Reality often has a way of making it onto Jesse Howard’s canvas. The artist, an native of Austin who currently resides in suburban Maywood, is well-known for his gripping charcoal drawings that capture African Americans suspended in various degrees of raw marginality — during a protest, under arrest, navigating homelessness. 

The backstory of one of Howard’s works of art, which he calls “The Emerging Black Male or Not,” has its origins at the Starbucks at 711 Lake St. in Oak Park, where Howard can often be seen reading a newspaper. 

“I got this guy out of Starbucks,” Howard said, referencing the artwork’s subject, during a reception on Oct. 3 at the State Street Gallery on the campus of Robert Morris College, 401 S. State St. in Chicago, where the artist’s work is on exhibit throughout October.

“He’s only 26 years old and he was getting ready to go to a shelter,” Howard said. “They hang out at the Starbucks until 7 p.m., and they go to the shelter. While he was there, I asked to take his photo. I’m pretty good at meeting people and just talking to them. I had seen this young man for a few weeks and just talked to him. Finally, I asked if I could take his picture and he was more than happy to let me take it.” 

Howard said the artwork is a faithful illustration of the man’s eccentric hairstyle. 

“You can see he diminishes, but yet he comes forward,” Howard explained. “The panels are what you see a lot in African-American homes. Those tiles? I wanted to put that in his face. I wanted him to be so much faded into this blackness that you ask the question …” 

In another work of art, the uninhibited voices of Proviso East High School students scream in scrawled words on canvas that appears to bleed with raw emotion. 

“Marcia LaPorte [the chairperson of East’s Fine Arts & World Languages Department] had me come into the cafeteria and then do a lecture and then she invited me to one of their shows,” Howard said. “You have to get the kids’ trust. Once I got their trust, they opened up and they just started writing.” 

And what was one of the first words the students wrote? 

“Help,” Howard said. 

Howard’s exhibition, “The Love & Hate of a Culture in Defiance,” will be displayed at State Street Galley until Oct. 31. 

For more info, visit: robertmorris.edu/studentlife/state-street-gallery/.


### What this task involves
Only an exact repetition of the lines from the one holding "This screenshot has width=589, height=333." to the end of the data is wanted, with pictures left out.

Supplied material START

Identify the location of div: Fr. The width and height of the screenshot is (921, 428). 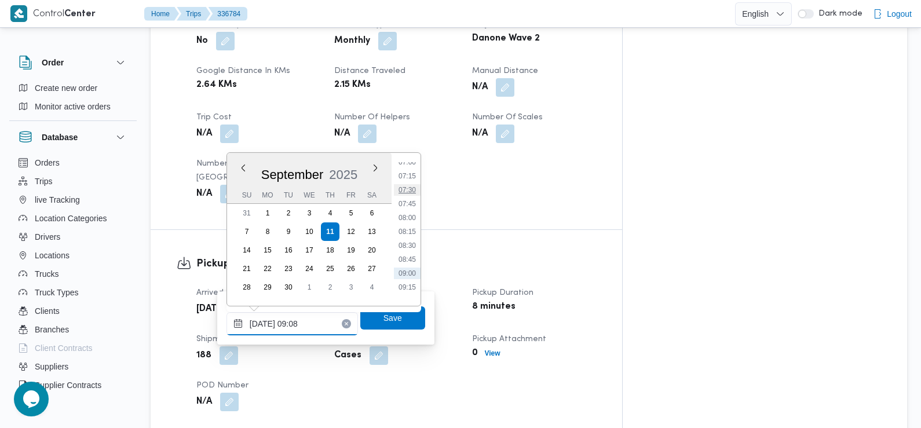
(351, 195).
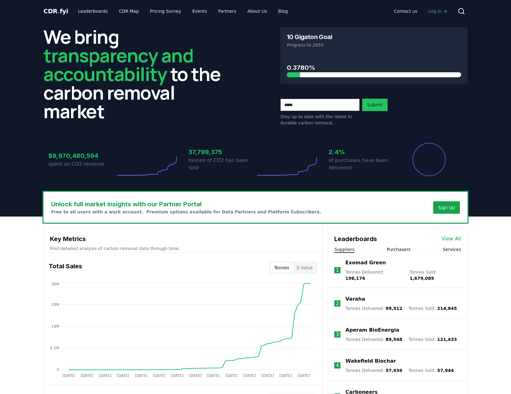 The image size is (511, 394). What do you see at coordinates (355, 299) in the screenshot?
I see `p: Varaha` at bounding box center [355, 299].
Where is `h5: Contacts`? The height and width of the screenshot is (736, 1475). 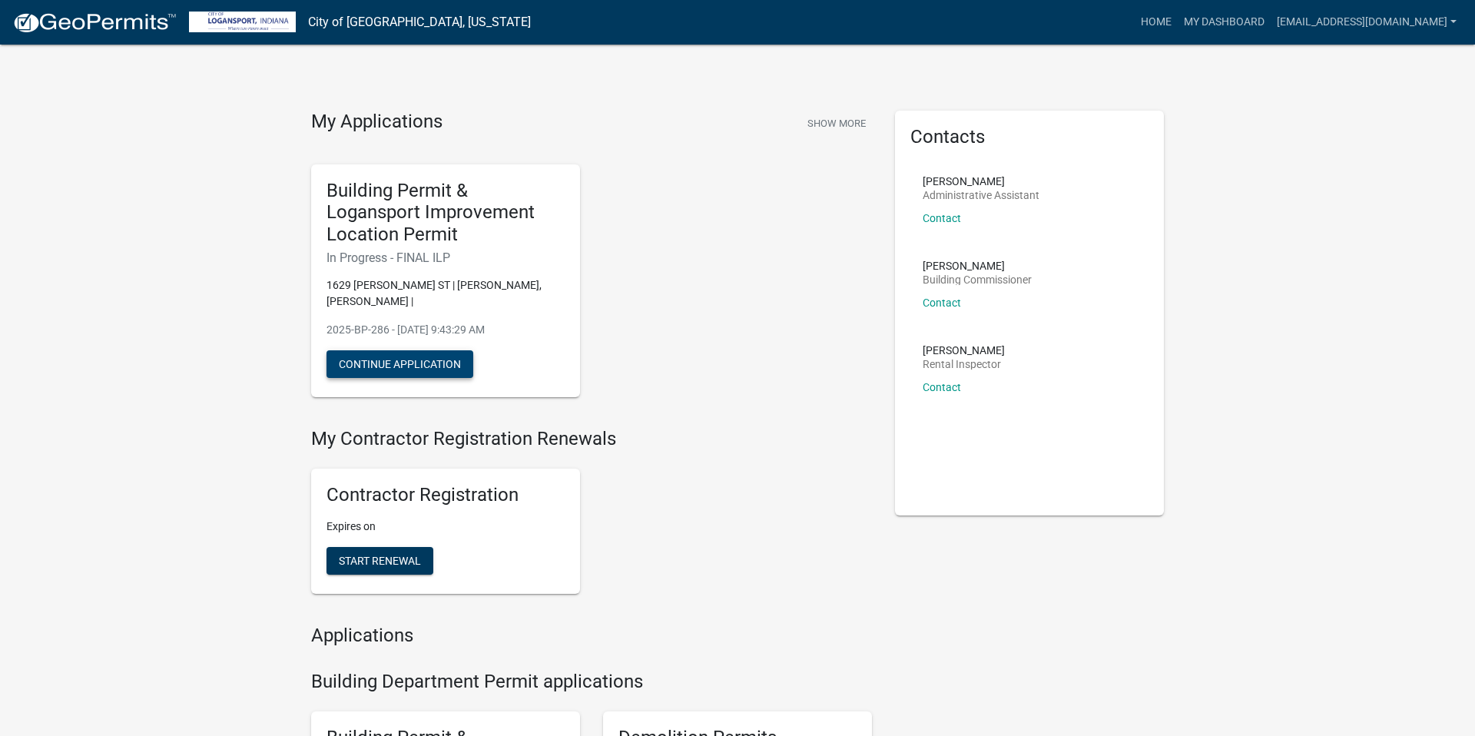 h5: Contacts is located at coordinates (1029, 137).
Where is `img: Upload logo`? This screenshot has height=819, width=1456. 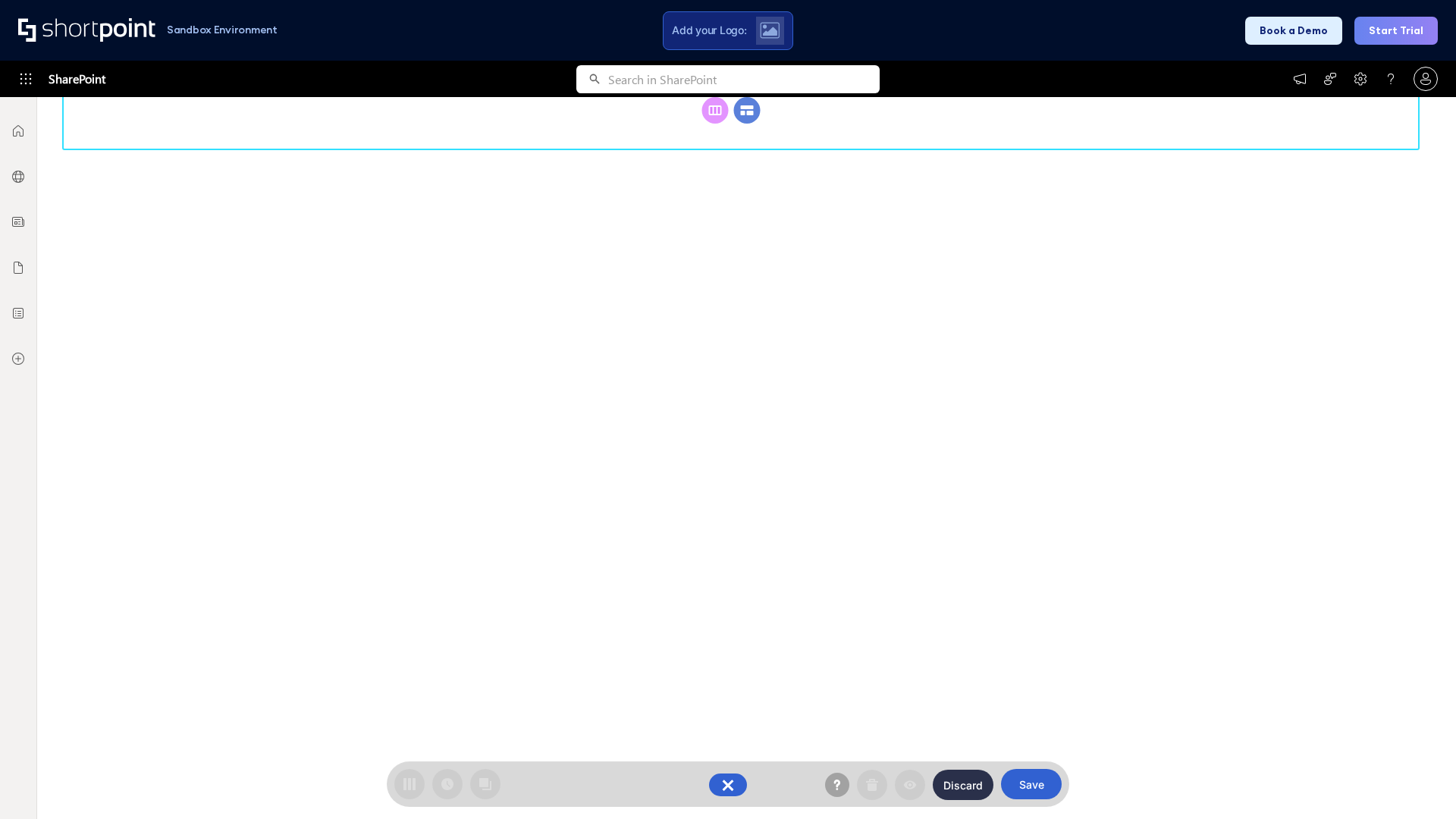
img: Upload logo is located at coordinates (769, 30).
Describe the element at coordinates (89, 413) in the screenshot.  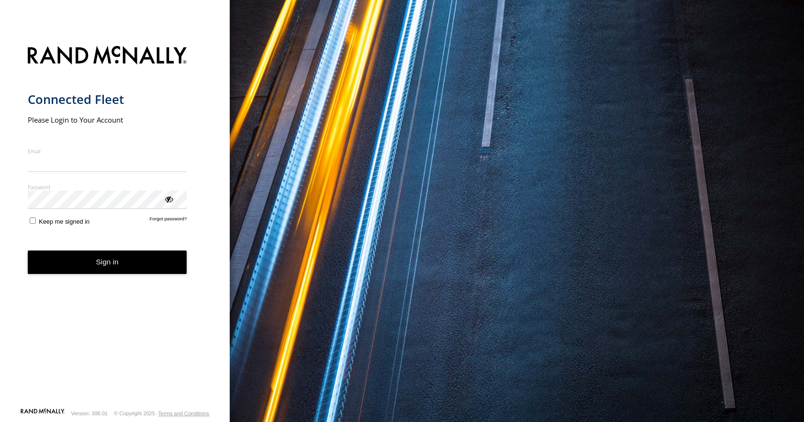
I see `div: Version: 308.01` at that location.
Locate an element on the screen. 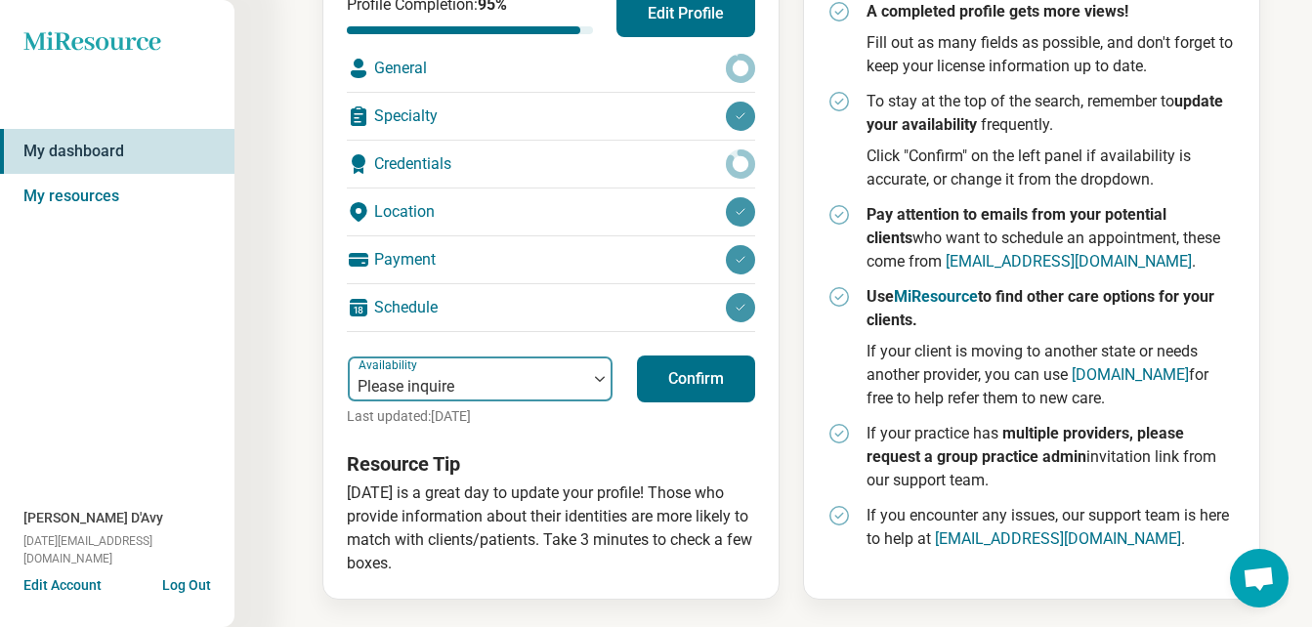 The width and height of the screenshot is (1312, 627). strong: Pay attention to emails from your potential clients is located at coordinates (1016, 226).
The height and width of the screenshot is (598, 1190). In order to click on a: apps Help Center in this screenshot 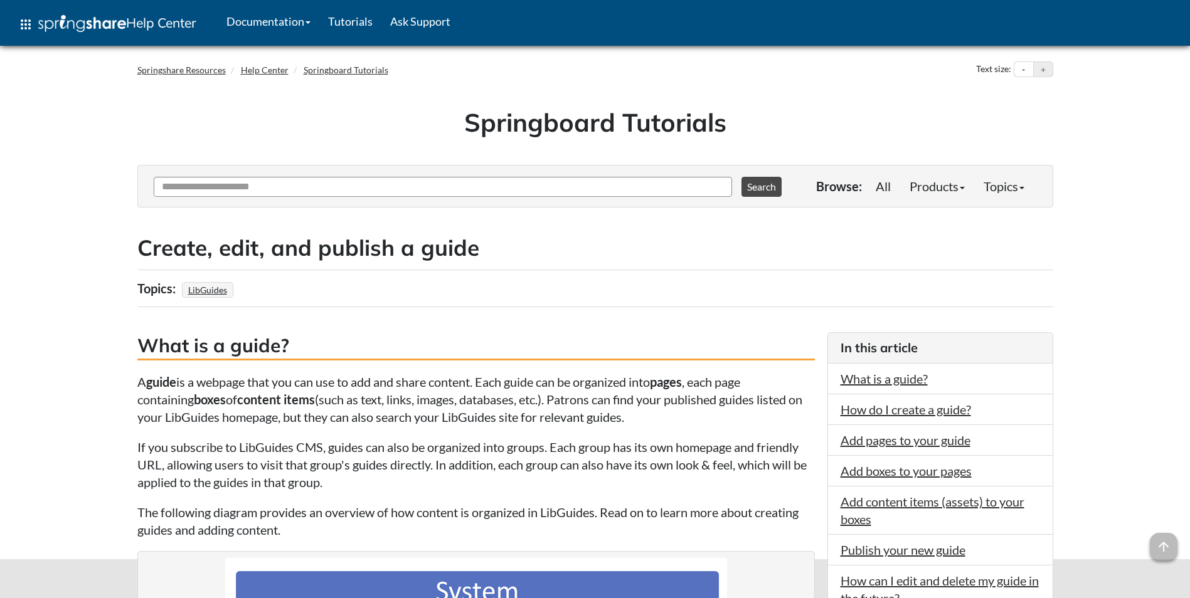, I will do `click(107, 24)`.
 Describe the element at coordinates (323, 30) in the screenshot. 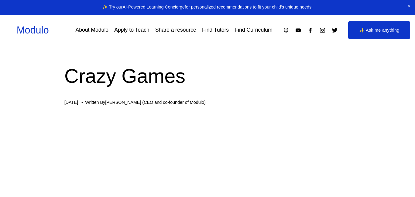

I see `a: Instagram` at that location.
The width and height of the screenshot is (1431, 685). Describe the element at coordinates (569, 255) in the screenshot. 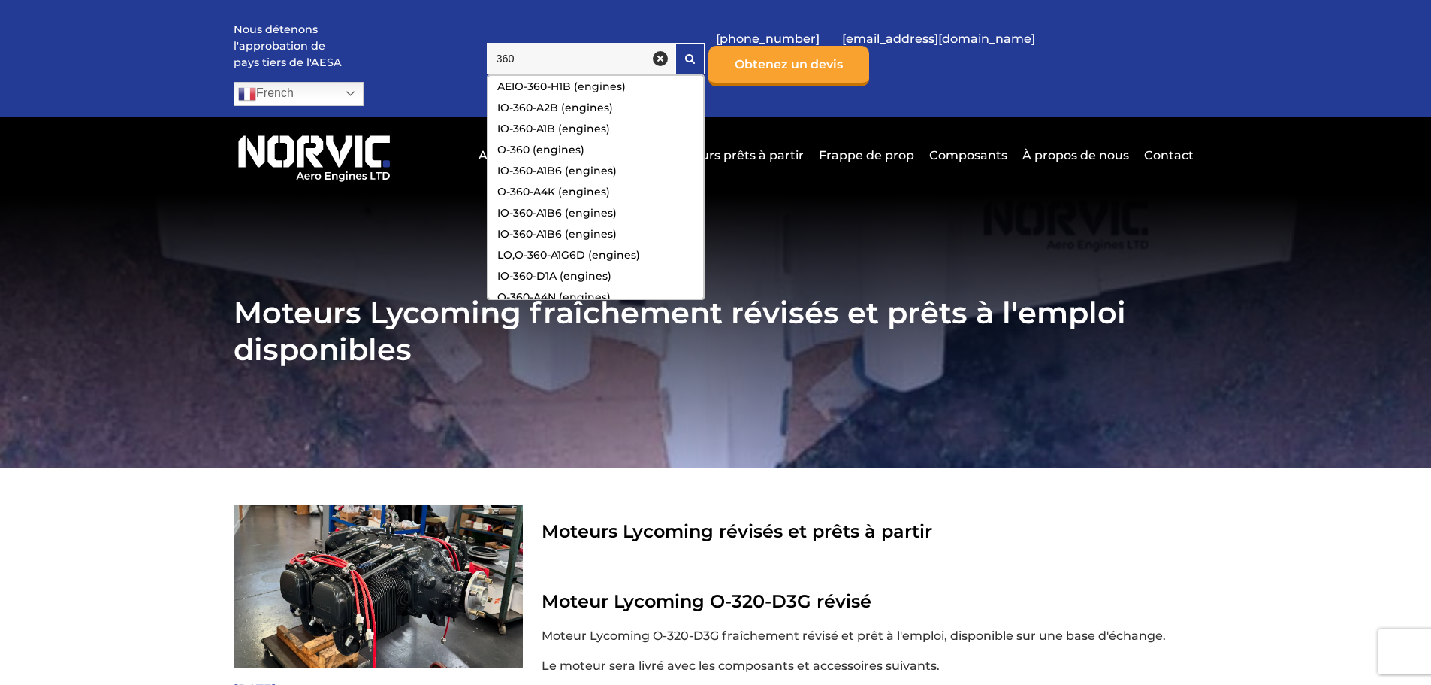

I see `a: LO,O-360-A1G6D (engines)` at that location.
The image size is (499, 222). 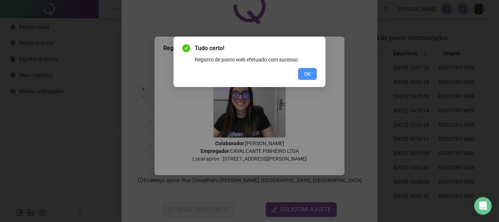 I want to click on span: OK, so click(x=307, y=74).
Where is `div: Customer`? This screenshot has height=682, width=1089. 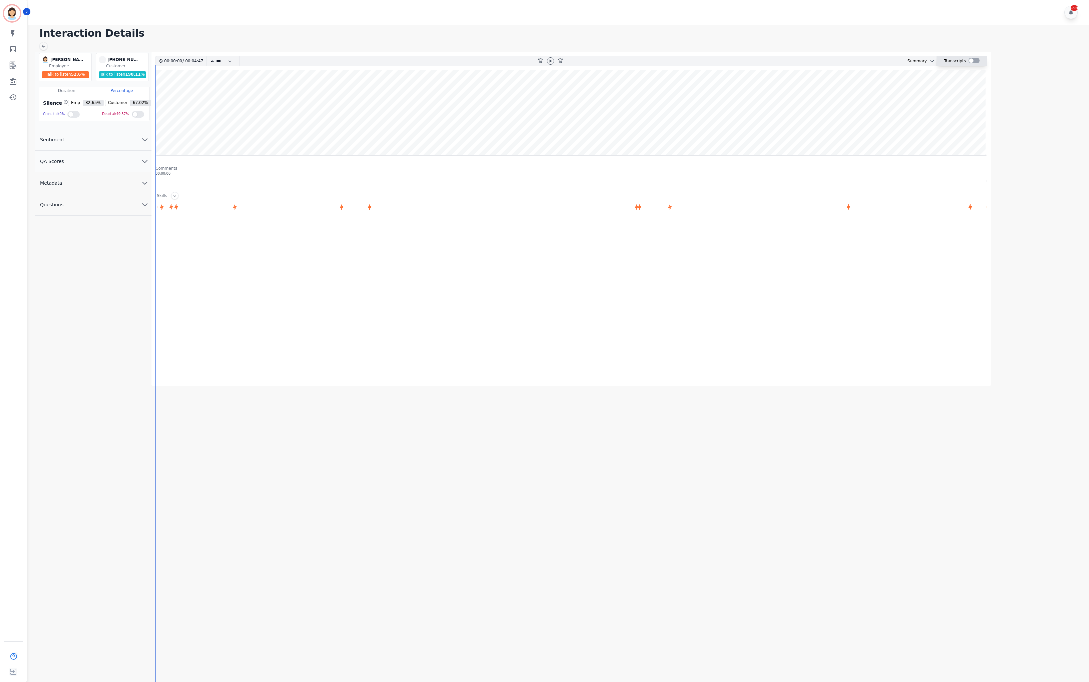
div: Customer is located at coordinates (126, 66).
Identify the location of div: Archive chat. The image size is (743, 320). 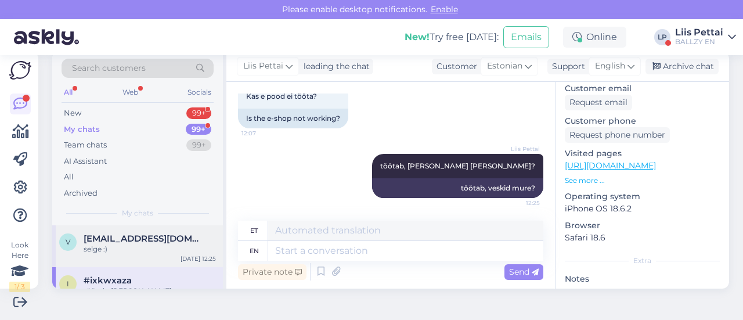
(682, 66).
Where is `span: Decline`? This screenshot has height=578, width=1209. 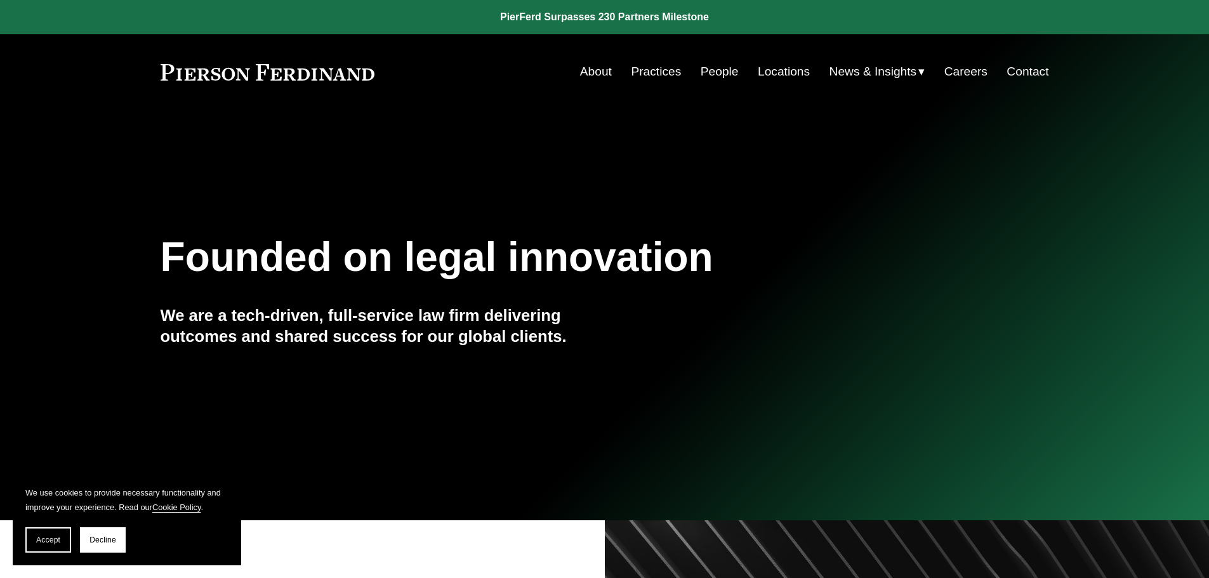 span: Decline is located at coordinates (103, 540).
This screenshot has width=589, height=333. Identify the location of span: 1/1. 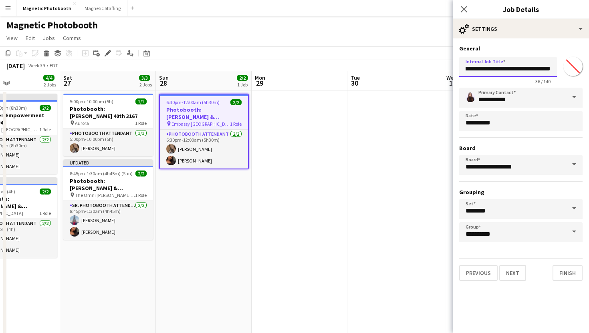
(141, 101).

Supplied material END

### Answer below
This screenshot has width=589, height=333. Identify the location of span: 1/1. 
(141, 101).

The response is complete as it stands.